You can see then how easily the MWD profiles of two resins can be compared. If the MWD profile of an incoming resin doesn't match that of the control resin (i.e. one that is known to process well) closely enough, the incoming resin can be modified or process conditions can be changed to make sure the resin processes properly. If the differences between the control resin and the incoming resin are too severe, the incoming resin can be returned to the supplier as unacceptable.
The Size Separation Mechanism
GPC Systems
In designing instrumentation for GPC, a variety of requirements must be satisfied. Injectors are needed to introduce the polymer solution into the flowing system. Pumps deliver the sample and solvent through the columns and system. Detectors monitor and record the separation. Data acquisition accessories control the test automatically, record the results, and calculate the molecular weight averages. The gel permeation chromatograph contains a number of different components that work together to provide optimum system performance with minimum effort. Schematic of a basic gel permeation chromatograph.
Schematic of a basic gel permeation chromatograph
1. Pump
Pumps the polymer in solution through the system.
Different polymers produce solutions of different viscosities. To compare data from one analysis to the next, the pump must deliver the same flow rates independent of viscosity differences. In addition, some detectors are very sensitive to the solvent flow rate precision. Such constant flow must be a critical feature of the instrument.
2. Injector
Introduces the polymer solution into the mobile phase.
The injector must be capable of small volume injections (for molecular weight determinations) and large volume injections (if fraction collecting is desirable). The injector should not disturb the continuous mobile phase flow. It should also be capable of automatic multiple sample injection when the sample volume is large.
3. Column Set
Efficiently separates sample components from one another.

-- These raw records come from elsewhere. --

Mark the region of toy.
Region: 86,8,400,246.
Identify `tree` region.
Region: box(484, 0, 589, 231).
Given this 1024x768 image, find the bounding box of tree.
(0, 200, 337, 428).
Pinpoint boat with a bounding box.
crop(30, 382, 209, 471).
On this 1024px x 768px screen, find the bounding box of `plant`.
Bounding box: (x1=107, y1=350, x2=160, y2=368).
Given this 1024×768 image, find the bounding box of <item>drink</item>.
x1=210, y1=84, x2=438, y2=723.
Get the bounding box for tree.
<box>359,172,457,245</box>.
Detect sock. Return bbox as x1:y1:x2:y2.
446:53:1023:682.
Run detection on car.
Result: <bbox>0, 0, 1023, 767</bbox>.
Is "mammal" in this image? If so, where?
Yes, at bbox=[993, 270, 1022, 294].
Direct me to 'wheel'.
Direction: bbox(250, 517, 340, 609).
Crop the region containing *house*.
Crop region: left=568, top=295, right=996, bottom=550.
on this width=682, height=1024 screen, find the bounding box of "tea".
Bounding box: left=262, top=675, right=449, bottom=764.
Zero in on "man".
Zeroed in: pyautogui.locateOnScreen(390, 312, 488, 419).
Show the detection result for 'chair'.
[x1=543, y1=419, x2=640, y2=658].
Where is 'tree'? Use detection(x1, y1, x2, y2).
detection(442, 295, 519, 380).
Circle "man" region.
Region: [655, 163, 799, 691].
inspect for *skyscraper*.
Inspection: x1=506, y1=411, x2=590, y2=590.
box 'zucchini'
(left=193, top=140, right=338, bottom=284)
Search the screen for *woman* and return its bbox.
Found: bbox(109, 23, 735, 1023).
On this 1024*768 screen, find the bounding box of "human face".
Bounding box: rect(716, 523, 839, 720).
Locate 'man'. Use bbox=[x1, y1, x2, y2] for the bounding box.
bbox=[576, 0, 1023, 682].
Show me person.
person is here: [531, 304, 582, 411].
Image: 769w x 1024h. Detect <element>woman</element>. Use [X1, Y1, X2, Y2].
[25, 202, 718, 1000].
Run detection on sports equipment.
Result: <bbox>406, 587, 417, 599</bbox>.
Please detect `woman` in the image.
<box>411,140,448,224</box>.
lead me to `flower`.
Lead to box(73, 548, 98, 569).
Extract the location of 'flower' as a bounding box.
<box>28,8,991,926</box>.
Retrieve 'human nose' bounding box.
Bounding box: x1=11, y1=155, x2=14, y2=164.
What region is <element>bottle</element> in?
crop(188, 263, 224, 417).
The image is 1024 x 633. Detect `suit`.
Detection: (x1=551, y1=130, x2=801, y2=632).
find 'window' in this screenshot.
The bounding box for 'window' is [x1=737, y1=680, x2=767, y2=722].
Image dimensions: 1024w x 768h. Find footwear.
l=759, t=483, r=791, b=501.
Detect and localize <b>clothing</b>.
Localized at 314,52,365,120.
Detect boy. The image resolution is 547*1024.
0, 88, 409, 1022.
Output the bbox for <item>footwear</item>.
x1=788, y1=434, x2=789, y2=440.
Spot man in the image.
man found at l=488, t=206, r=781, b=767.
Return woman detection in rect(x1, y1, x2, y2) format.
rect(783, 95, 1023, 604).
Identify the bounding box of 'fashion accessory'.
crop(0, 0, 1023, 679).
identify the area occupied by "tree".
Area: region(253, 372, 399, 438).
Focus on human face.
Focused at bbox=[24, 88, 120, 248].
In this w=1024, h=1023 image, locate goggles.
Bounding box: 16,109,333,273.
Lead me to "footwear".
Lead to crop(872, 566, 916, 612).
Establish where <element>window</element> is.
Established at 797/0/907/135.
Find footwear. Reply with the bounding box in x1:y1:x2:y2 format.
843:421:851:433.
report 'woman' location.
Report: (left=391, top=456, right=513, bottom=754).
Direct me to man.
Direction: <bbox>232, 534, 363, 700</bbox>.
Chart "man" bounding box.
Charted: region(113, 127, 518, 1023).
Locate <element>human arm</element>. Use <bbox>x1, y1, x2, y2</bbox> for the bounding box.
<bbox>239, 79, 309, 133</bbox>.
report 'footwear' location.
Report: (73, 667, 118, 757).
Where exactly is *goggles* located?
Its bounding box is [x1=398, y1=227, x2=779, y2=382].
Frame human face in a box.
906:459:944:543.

High efficiency columns give maximum separating capability and rapid analyses. Every column must provide reproducible information over extended periods for both analytical and fraction collecting purposes.
4. Detector
Monitors the separation and responds to components as they elute from the column.
Detectors must be nondestructive to eluting components if they are to be collected for further analysis.
In addition, the detectors must be sensitive and have a wide linear range in order to respond to both trace amounts and large quantities of material if necessary.
Since all compounds refract light, the differential refractometer (RI) is referred to as a "universal" detector. As a result it is the most widely used detector to monitor molecular weight distribution. The refractive index of polymers is constant above approximately 1000 MW. Therefore, the detector response is directly proportional to concentration.
Beside information about molecular weight averages and distribution obtained with RI, the use of UV absorbance detectors may provide information about composition, while on-line light scattering detectors and viscometers provide information about polymer structure.
5. Automatic data processing equipment
Automatically calculates, records, and report numerical values for Mz, Mw, Mv, Mn, and MWD.
Data systems can also provide complete control of GPC systems so that large numbers of samples can be run unattended and raw data can be automatically processed. Today's GPC software offerings need to be able to provide special calculations for multi-detection processing, band broadening correction, special calibration routines and polymer branching determination, just to name a few.